Boosting Primary Care Where Primary Care is Half Enough By Design

Reasonable payments for Veteran primary care services would also help these primary care practices struggling most to survive. Expansions of plans that force patients to avoid primary care (high deductible) and expansions of private and public plans paying the least are killing local primary care for most Americans. 

Counties lowest in physician concentrations have lowest concentrations of all health care workforce. Nurse practitioners and physician assistants are no more of a solution as they are also paid least and have highest cost of delivery increases in these counties. The NP and PA contributions to veterans care has worked well for NP and PA and veterans who can easily access facilities. It has worked in inefficient VA facilities where it is hard to see more than 2 patients per hour. More efficient and much better distributed care is not possible via the VA - but the nation's small and primary care practices

Triple Threat is killing off health access where needed
- revenue, cost of delivery, and complexity have been worsened by design.

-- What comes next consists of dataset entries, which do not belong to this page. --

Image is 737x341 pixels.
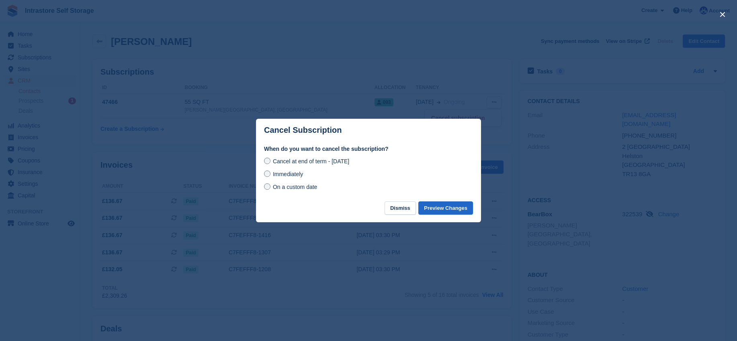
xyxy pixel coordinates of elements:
span: Cancel at end of term - [DATE] [273,158,349,165]
input: Immediately [264,171,270,177]
label: When do you want to cancel the subscription? [264,145,473,153]
button: Dismiss [384,202,416,215]
input: On a custom date [264,184,270,190]
input: Cancel at end of term - [DATE] [264,158,270,164]
span: On a custom date [273,184,317,190]
span: Immediately [273,171,303,178]
button: Preview Changes [418,202,473,215]
p: Cancel Subscription [264,126,341,135]
button: close [716,8,729,21]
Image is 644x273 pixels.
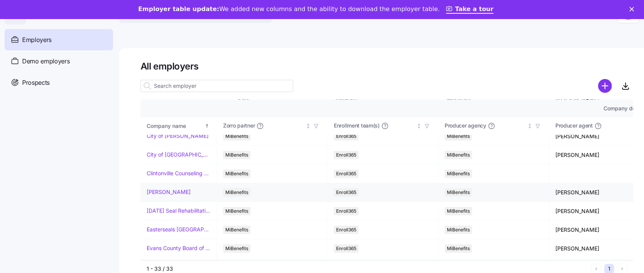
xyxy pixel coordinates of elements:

Veteran care is perhaps one of the best examples 
of long term meaningless complexity, 
of highest costs of delivery, and of insufficient revenue

Insufficient revenue is by design and as eaten up by non-delivery costs.

Triple Threat is the consistent enemy of health access, primary care, and care for most Americans.

Cost cutting due to runaway health care costs have not helped

Cuts to Veterans benefits hurt these lowest concentration counties by reducing local dollars, social determinants, and health outcomes. Cuts to SNAP, Social Security, and Disability also hurt these counties most as 42 - 44% of these dollars go to these populations with 40%. If all applied that were eligible for SNAP and Disability and other programs, these counties would do better.

Housing Determinants of Health Access

Counties that have lowest concentrations of workforce, local support resources, and access to care are counties that have affordable housing. This is important in understanding why people stay in these counties and are joined by millions moving away from higher concentration counties. Those most likely to depart include the medically and financially vulnerable and this includes veterans. SNAP, Social Security, and Disability dollars are concentrated in these counties with higher levels of elderly, poor, and those with complex illnesses.

Politicians can make matters much worse for lowest concentration counties (essentially the Red Counties) by cuts in these areas. Also cutbacks in Medicare and in Medicaid will impact these counties to a greater degree. Those largest and most organized will deflect the bulk of the cost cutting and this will result in widening disparities as over the last 34 years of policy changes.

Improving Access for Veterans and for Most Americans

Universal Insurance Will Not Fix Health Access. Veterans are a good example with regard to the designs that prevent access. Health insurance expansions cannot fix access. Improvements in access require a move from 40 billion for primary care in these 2621 counties to a minimum of 70 billion but innovation, digitalization, and regulation have reduced this annual amount by 6 billion - the wrong way from greater primary care capacity.

Half of veterans in these counties need primary care to be built up for better access for them and their neighbors, friends, and family.

Veterans need plans that have available workforce - not distant promises and expensive solutions involving highest administrative costs or new clinic start ups - brick and mortar start ups that represent the most cost for the least access. In contrast the rural and lowest concentration county practices have been the most efficient - paid 15% less.

Supporting local practices where 50% of Americans will most lack local workforce is 2040 is necessary. Housing collapses and disasters could accelerate this movement. But the nation is going backwards for veterans and for most Americans - by design. Even with millions more a year added to lowest concentration counties, the dollars for care are the same or declining - by design.

Of course this does not stop workforce leaders from claiming to be the solution for workforce woes. Any logical consideration results in the conclusion that the Triple Threat financial design is the problem.